▶ **Records**
#####

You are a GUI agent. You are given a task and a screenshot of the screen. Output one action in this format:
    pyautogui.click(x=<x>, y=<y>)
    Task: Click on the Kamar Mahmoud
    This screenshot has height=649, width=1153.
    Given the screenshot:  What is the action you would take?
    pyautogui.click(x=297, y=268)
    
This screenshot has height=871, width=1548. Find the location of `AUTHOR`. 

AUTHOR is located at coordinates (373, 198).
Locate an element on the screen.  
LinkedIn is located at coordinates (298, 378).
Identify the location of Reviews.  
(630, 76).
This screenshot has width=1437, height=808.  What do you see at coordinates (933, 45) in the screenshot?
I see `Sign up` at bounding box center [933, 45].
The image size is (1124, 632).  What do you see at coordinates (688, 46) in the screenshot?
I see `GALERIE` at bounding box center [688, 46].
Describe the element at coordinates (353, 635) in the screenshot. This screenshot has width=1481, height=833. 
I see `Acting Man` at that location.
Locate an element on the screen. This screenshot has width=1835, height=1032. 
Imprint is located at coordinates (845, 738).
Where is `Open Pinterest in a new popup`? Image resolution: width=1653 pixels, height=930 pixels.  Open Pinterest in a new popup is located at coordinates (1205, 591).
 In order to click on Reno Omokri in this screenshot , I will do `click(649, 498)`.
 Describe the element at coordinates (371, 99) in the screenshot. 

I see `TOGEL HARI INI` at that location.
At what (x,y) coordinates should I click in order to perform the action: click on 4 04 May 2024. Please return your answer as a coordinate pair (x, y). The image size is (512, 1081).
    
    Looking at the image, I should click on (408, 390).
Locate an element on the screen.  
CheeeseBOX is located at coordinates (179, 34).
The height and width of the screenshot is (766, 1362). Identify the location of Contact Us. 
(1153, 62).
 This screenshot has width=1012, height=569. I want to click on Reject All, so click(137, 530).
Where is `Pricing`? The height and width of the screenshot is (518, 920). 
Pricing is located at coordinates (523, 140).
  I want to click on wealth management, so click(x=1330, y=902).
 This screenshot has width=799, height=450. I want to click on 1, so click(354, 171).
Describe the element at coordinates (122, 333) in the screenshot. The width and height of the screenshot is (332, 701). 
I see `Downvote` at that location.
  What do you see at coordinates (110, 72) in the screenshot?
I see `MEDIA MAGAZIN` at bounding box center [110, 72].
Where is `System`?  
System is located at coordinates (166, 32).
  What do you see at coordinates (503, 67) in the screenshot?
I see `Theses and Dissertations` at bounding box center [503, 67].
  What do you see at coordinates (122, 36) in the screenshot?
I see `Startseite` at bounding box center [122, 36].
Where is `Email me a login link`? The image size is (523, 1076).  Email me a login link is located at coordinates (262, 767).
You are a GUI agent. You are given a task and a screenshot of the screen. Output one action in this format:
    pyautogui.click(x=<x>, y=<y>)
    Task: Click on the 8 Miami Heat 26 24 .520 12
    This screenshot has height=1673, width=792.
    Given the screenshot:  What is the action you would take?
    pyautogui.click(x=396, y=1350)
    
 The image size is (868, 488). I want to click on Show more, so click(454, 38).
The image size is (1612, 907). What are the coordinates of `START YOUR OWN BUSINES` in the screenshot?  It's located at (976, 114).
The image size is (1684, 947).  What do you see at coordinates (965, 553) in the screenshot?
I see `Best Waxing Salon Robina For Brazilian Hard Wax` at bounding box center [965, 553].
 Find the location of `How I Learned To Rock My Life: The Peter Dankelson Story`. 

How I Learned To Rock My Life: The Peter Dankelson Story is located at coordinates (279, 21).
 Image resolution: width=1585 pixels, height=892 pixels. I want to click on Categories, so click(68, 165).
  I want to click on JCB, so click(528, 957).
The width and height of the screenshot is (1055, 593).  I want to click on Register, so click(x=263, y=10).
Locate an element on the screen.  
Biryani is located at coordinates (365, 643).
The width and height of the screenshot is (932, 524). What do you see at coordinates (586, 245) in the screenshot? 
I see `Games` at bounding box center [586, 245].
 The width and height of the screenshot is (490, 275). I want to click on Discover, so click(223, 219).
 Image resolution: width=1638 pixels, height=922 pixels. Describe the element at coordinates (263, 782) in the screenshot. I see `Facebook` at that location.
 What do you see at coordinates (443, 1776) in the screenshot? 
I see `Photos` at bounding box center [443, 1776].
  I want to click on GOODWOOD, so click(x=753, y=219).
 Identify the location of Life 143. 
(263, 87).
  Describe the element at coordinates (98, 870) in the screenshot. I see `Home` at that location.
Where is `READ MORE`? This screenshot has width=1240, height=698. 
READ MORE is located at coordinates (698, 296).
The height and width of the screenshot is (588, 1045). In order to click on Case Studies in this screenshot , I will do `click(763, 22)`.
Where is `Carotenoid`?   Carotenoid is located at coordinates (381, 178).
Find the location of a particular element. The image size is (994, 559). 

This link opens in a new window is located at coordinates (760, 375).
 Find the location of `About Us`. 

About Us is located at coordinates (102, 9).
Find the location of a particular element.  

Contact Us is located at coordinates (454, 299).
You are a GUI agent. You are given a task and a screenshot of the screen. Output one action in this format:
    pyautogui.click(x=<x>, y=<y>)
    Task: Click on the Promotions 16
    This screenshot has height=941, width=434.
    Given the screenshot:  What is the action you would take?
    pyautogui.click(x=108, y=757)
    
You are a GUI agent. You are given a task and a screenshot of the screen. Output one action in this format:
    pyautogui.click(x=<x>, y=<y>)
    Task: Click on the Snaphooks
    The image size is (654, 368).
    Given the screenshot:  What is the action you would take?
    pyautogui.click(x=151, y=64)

#####

After reading through the material, report every line that holds "will".

▶ **Solution for this problem**
 In order to click on Reno Omokri in this screenshot , I will do `click(649, 498)`.
The height and width of the screenshot is (588, 1045). In order to click on Case Studies in this screenshot , I will do `click(763, 22)`.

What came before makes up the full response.